After 6 months he said he would try marriage counseling again. This therapist was so much better than the one we had a few years before.We worked it out and now our marriage is better than it's ever been!! It wasn't easy but we both thought it was worth it!!
Marriage is difficult but it takes 2 people to make it a success.
Posted by: RobinP | January 25, 2005 at 11:07 PM
Over thirty years ago my brother divorced his first wife. He's been married four times since but we are still in touch with his first wife - she shares in our family celebrations, sorrows and we share in hers. I'm sorry to hear there is kids involved - that makes it so much harder.
Posted by: Michelle | January 25, 2005 at 04:45 PM
How sad, and what a genuine wimp he is. Doesn't have the guts to tell his family. She shouldn't have pretended with him that all was well.
My friend's x is getting married tomorrow. We'll have to do something special.
Posted by: muse | January 25, 2005 at 03:13 PM
So Sad! How strange that he was wanting her to tell his own family. I bet the moment seemed surreal. My heart goes out to her, her kids and her ex too.
Posted by: Liz | January 25, 2005 at 10:14 AM
Divorce is hard. Even tougher is having to live through those feelings of being "not in love" with your husband, and "falling" for someone else, even when your husband is a good guy. Even tougher is deciding to stick with the marriage and foregoing pieces of your own happiness for the greater good.
It's hard. Life is. That's all I'm saying.
Posted by: Emily | January 25, 2005 at 10:13 AM
So sad. My neighbors across the street are separated right now for the same reason. Its been so hard to watch it all happen, I can't imagine what its been like for her to live it.
Posted by: Michele | January 25, 2005 at 10:13 AM
Two and a half years ago, my sister - whose life seemed perfect with the perfect house in the perfect suburb with the perfect husband and three children (whom she at least thinks are perfect) - did the same thing.

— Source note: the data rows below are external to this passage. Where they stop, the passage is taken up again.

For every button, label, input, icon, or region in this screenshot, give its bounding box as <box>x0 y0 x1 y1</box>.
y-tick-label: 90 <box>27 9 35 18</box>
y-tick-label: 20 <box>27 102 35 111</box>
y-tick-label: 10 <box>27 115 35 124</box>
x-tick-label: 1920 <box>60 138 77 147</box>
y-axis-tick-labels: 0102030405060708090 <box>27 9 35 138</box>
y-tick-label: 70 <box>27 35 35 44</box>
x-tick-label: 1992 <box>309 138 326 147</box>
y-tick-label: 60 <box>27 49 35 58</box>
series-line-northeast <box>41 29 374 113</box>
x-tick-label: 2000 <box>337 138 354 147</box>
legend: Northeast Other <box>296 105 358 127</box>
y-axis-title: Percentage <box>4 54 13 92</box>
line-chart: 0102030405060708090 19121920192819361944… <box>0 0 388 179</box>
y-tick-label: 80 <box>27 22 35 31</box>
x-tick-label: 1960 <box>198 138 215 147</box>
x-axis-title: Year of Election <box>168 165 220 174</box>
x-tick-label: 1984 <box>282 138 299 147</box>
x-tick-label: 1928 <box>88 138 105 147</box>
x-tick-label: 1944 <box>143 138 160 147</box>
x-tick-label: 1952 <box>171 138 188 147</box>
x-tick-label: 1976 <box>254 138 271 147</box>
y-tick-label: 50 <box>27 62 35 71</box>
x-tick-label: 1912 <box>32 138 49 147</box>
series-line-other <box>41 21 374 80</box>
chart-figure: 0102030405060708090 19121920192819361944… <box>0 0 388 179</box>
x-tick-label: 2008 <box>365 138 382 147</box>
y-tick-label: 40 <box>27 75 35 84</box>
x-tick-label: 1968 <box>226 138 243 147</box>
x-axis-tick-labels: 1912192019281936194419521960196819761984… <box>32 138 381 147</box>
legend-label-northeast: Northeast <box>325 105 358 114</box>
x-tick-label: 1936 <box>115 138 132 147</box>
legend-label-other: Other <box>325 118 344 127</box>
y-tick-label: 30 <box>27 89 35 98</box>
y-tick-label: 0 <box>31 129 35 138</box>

Only, she was the one that "fell out of love". Or actually, in her words, she was never IN love with her ex husband. She DID love him, but she had never been in love with him and she didn't want to ignore her own happiness anymore. She said she had married her husband because he worshipped her and she had needed that at the time they met. Though his feelings for her had not changed (he was shocked and devastated by her decision, as were the rest of us), she had decided after 17 years of marriage that what they had wasn't enough.
I didn't know quite how to react to the whole thing. I realize there are things behind closed doors we don't see. But even my sister agrees that Chip was a great guy (and still is). I want her to be happy, but the whole thing still saddens me, especially since she has since married a man that none of us feel comfortable with. I know that we're not the ones married to him, and admittedly, he has a tough act to follow (we all loved Chip dearly), but when we all get the same creepy feeling from her new husband, it makes you wonder.
Anyway, divorce can be shocking, not just to the two parties getting the divorce but to the two families that were bound together by the marriage. Maybe we're not as nuclear as we think.